IE is the method the researcher used to explore community-based water management in rural Chile. The researcher is interested in learning from rural drinking water organisations to understand the way in which their knowledge is organised. The data presented derived from field notes of participant observation and the researcher’s diary.

Findings

The notion of “at-home ethnography” fell short when reflecting on the researcher’s positions and experiences in the field. This is especially true when researchers return to their countries to carry out fieldwork. The negotiation of boundaries, codes and feelings requires the researcher to appreciate the complex relationships surrounding ethnographic work, in order to explore how community-based water management is done in the local setting, without forgetting where the setting is embedded.

Originality/value

Unique insights are offered into the advantages and tensions of conducting fieldwork “at home” when the researcher has lived “abroad” for an extended time. A critique and contribution to “at-home ethnography” is offered from an IE perspective.

Details

Journal of Organizational Ethnography, vol. 7 no. 2
Type: Research Article
ISSN: 2046-6749

Keywords

Article
Publication date: 16 February 2021

Virginia Rosales

The use of organizational ethnography has grown significantly during the past decades. While language is an important component of ethnographic research, the challenges associated…

Abstract

Purpose

The use of organizational ethnography has grown significantly during the past decades. While language is an important component of ethnographic research, the challenges associated with language barriers are rarely discussed in the literature. The purpose of this paper is to open up a discussion on language barriers in organizational ethnography.

Design/methodology/approach

The author draws on her experience as a PhD student doing an organizational ethnography of an emergency department in a country where she initially did not speak the local language.

Findings

The paper examines the author's research process, from access negotiation to presentation of findings, illustrating the language barriers encountered doing an ethnography in parallel to learning the local language in Sweden.

Research limitations/implications

This paper calls for awareness of the influence of the ethnographer's language skills and shows the importance of discussing this in relation to how we teach and learn ethnography, research practice and diversity in academia.

Originality/value

The paper makes three contributions to organizational ethnography. First, it contributes to the insider/outsider debate by nuancing the ethnographer's experience. Second, it answers calls for transparency by presenting a personal ethnographic account. Third, it contributes to developing the methodology by offering tips to deal with language barriers in doing ethnography abroad.

Details

Journal of Organizational Ethnography, vol. 10 no. 2
Type: Research Article
ISSN: 2046-6749

Keywords

Abstract

Details

Journal of Organizational Ethnography, vol. 7 no. 2
Type: Research Article
ISSN: 2046-6749

Article
Publication date: 10 May 2018

Boukje Cnossen

The purpose of this paper is to nuance the idea of natural access proposed by Mats Alvesson in his description of at-home ethnography, and to offer a performative view of…

Abstract

Purpose

The purpose of this paper is to nuance the idea of natural access proposed by Mats Alvesson in his description of at-home ethnography, and to offer a performative view of Alvesson’s suggestion that, in at-home ethnography, the ethnographer must work with “the processual nature of the researcher’s self.”

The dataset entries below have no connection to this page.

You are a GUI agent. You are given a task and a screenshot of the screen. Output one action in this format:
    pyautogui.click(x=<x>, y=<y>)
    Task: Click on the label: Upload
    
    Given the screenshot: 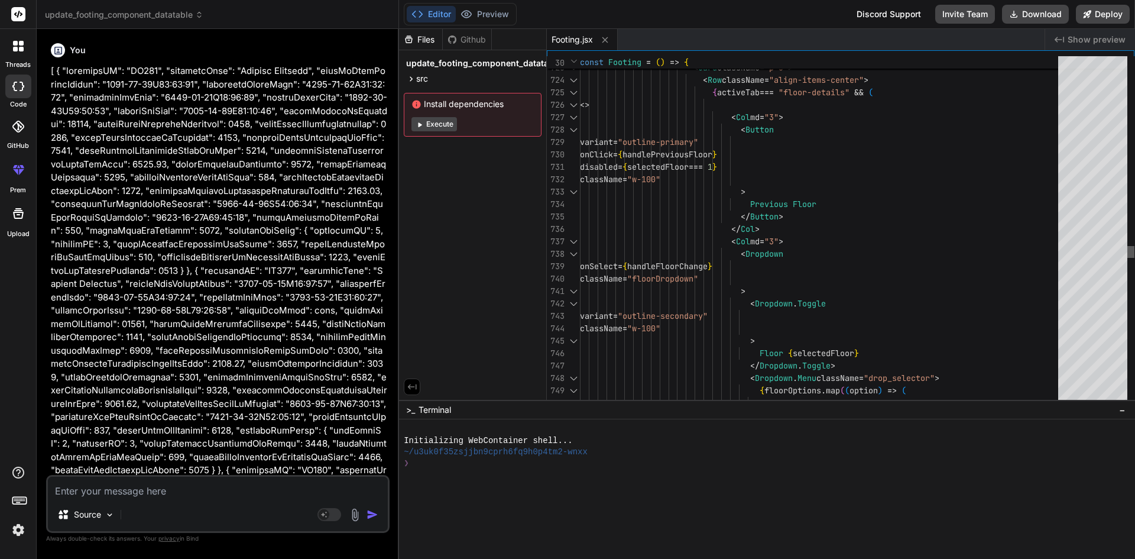 What is the action you would take?
    pyautogui.click(x=18, y=234)
    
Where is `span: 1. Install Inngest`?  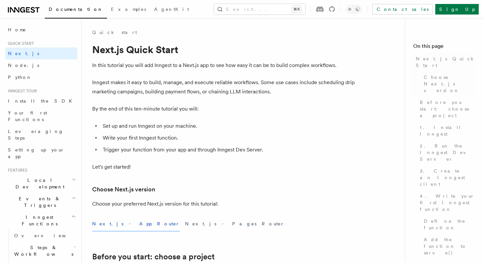 span: 1. Install Inngest is located at coordinates (448, 131).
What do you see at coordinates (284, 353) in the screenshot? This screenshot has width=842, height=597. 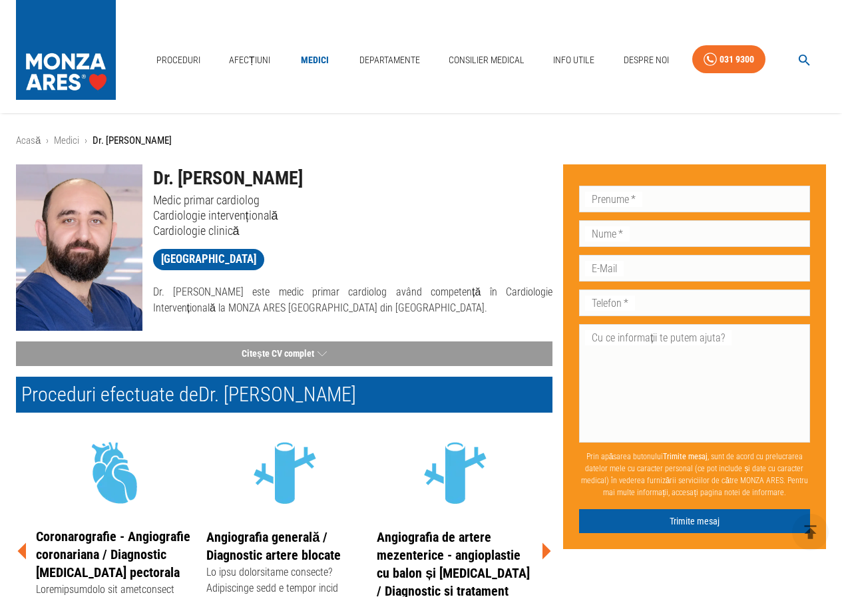 I see `button: Citește CV complet` at bounding box center [284, 353].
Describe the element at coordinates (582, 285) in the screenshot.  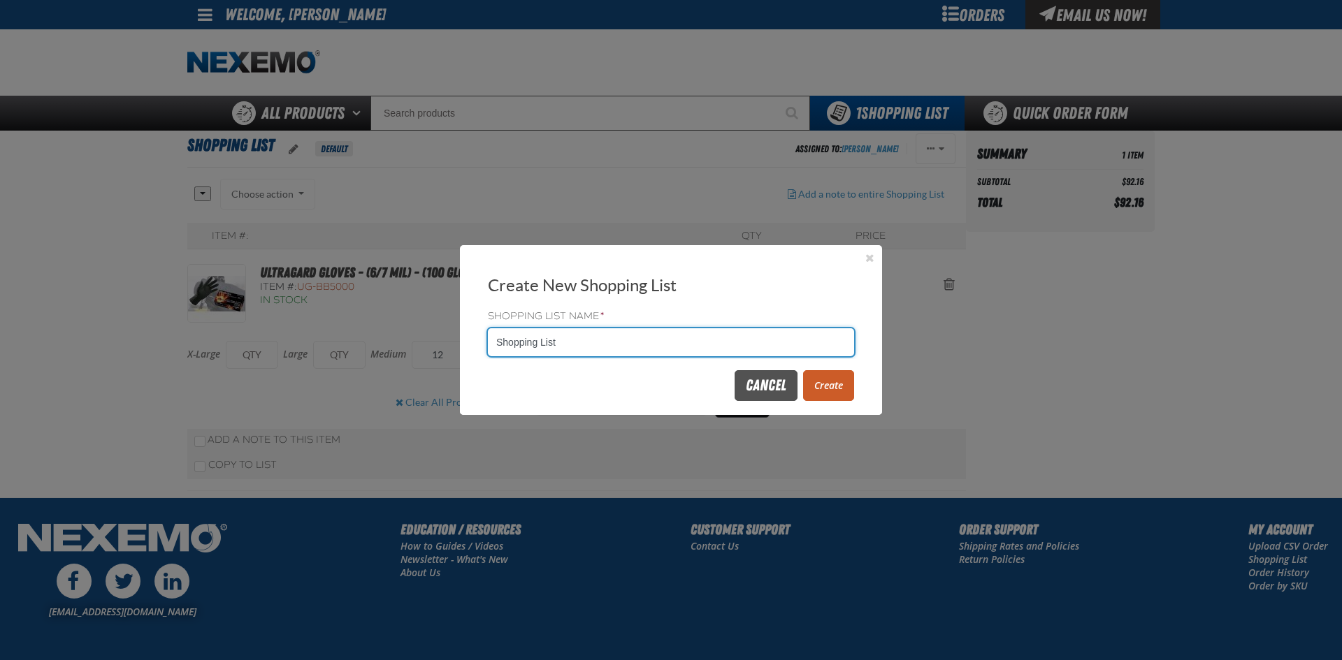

Design/methodology/approach

The author offers a reflection on the several years of ethnographic research the author conducted, of which some parts were done in a living community of which the author was part. Being literally at home, as well as being very familiar in the other research settings the author describes, allows for a critical reflection on what “at-homeness” means.

Findings

Using Butler’s notion of performativity, the author argues that “the processual nature of the researcher’s self” Alvesson speaks of, can best be understood as multiple selves, of which some emerge during the research process. The author furthermore problematizes Alvesson’s use of the term “natural access,” by arguing that this kind of access is neither easy, nor devoid of power relations.

Originality/value

This paper uses an experience of conducting research in the home, as well as an experience conducting research in a setting where the researcher arguably blent in well, to question what the “at-homein at-home ethnography means, and how the researcher can deal with it.

Details

Journal of Organizational Ethnography, vol. 7 no. 2
Type: Research Article
ISSN: 2046-6749

Keywords

Article
Publication date: 18 May 2018

Anna Kirkebæk Johansson Gosovic

The purpose of this paper is to contribute to developing the understanding and practice of fieldwork in familiar settings by expanding the literature on fieldworker identities.

Abstract

Purpose

The purpose of this paper is to contribute to developing the understanding and practice of fieldwork in familiar settings by expanding the literature on fieldworker identities.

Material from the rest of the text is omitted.